Dormy plucked at his coat. “Come, come, lift your feet, lift your feet,” said he; “it’s no time to walk in slippers. The old man will be getting scared, oui-gia!” Ranulph roused himself. Yes, yes, he must hurry on. He had not forgotten his father, but something held him here; as though Fate were whispering in his ear. What does it matter now? While yet you may, feed on the sight of happiness. So the prisoner going to execution seizes one of the few moments left to him for prayer, to look lingeringly upon what he leaves, as though to carry into the dark a clear remembrance of it all.
Moving on quietly in a kind of dream, Ranulph was roused again by Dormy’s voice: “On Sunday I saw three magpies, and there was a wedding that day. Tuesday I saw two—that’s for joy—and fifty Jersey prisoners of the French comes back on Jersey that day. This morning one I saw. One magpie is for trouble, and trouble’s here. One doesn’t have eyes for naught—no, bidemme!”

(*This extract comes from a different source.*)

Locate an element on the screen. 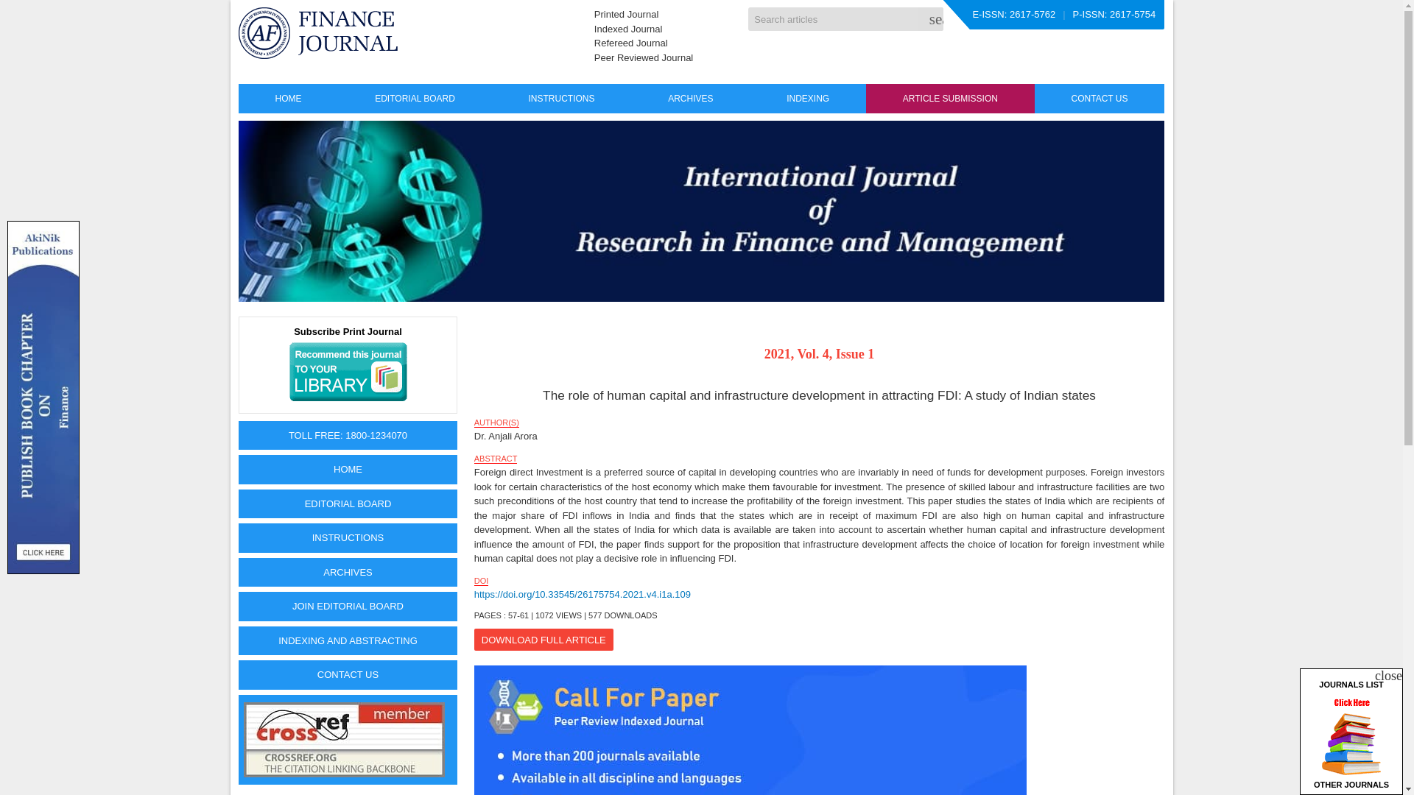  Subscribe Print Journal is located at coordinates (348, 365).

Ranulph’s patience was exhausted.
“Bachouar,” he exclaimed roughly, “you make elephants out of fleas! You’ve got no more news than a conch-shell has music. A minute and you’ll have a back-hander that’ll put you to sleep, Maitre Dormy.”
If he had been asked his news politely Dormy would have been still more cunningly reticent. To abuse him in his own argot was to make him loose his bag of mice in a flash.

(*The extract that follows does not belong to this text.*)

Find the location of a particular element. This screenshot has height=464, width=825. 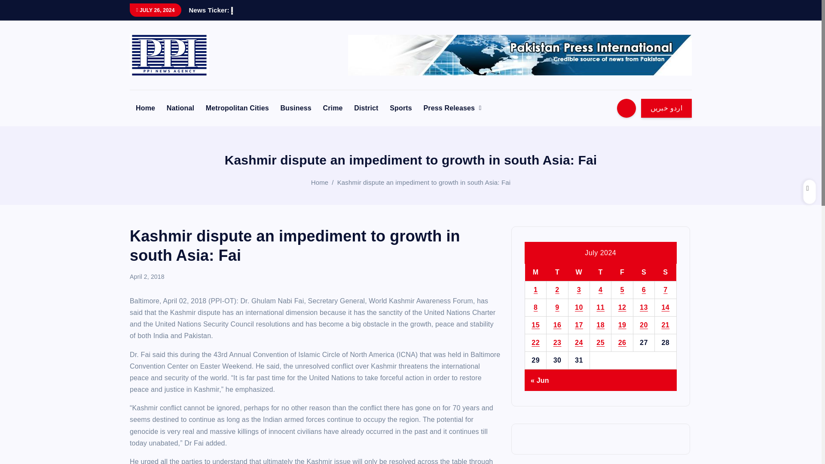

Press Releases is located at coordinates (452, 108).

“Bachouar yourself, Maitre Ranulph! You’ll find out soon. No news—no trouble—eh! Par made, Mattingley’s gone to the Vier Prison—he! The baker’s come back, and the Connetable’s after Olivier Delagarde. No trouble, pardingue, if no trouble, Dormy Jamais’s a batd’lagoule and no need for father of you to hide in a place that only Dormy knows—my good!”

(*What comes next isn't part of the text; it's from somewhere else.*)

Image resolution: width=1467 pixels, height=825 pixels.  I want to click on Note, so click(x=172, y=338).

So at last the blow had fallen; after all these years of silence, sacrifice, and misery. The futility of all that he had done and suffered for his father’s sake came home to Ranulph. Yet his brain was instantly alive. He questioned Dormy rapidly and adroitly, and got the story from him in patches.
The baker Carcaud, who, with Olivier Delagarde, betrayed the country into the hands of Rullecour years ago, had, with a French confederate of Mattingley’s, been captured in attempting to steal Jean Touzel’s boat, the Hardi Biaou. At the capture the confederate had been shot. Before dying he implicated Mattingley in several robberies, and a notorious case of piracy of three months before, committed within gunshot of the men-of-war lying in the tide-way. Carcaud, seriously wounded, to save his life turned King’s evidence, and disclosed to the Royal Court in private his own guilt and Olivier Delagarde’s treason.
Hidden behind the great chair of the Bailly himself, Dormy Jamais had heard the whole business. This had brought him hot-foot to St. Aubin’s Bay, whence he had hurried Olivier Delagarde to a hiding-place in the hills above the bay of St. Brelade. The fool had travelled more swiftly than Jersey justice, whose feet are heavy. Elie Mattingley was now in the Vier Prison. There was the whole story.
The mask had fallen, the game was up. Well, at least there would be no more lying, no more brutalising inward shame. All at once it appeared to Ranulph madness that he had not taken his father away from Jersey long ago. Yet too he knew that as things had been with Guida he could never have stayed away.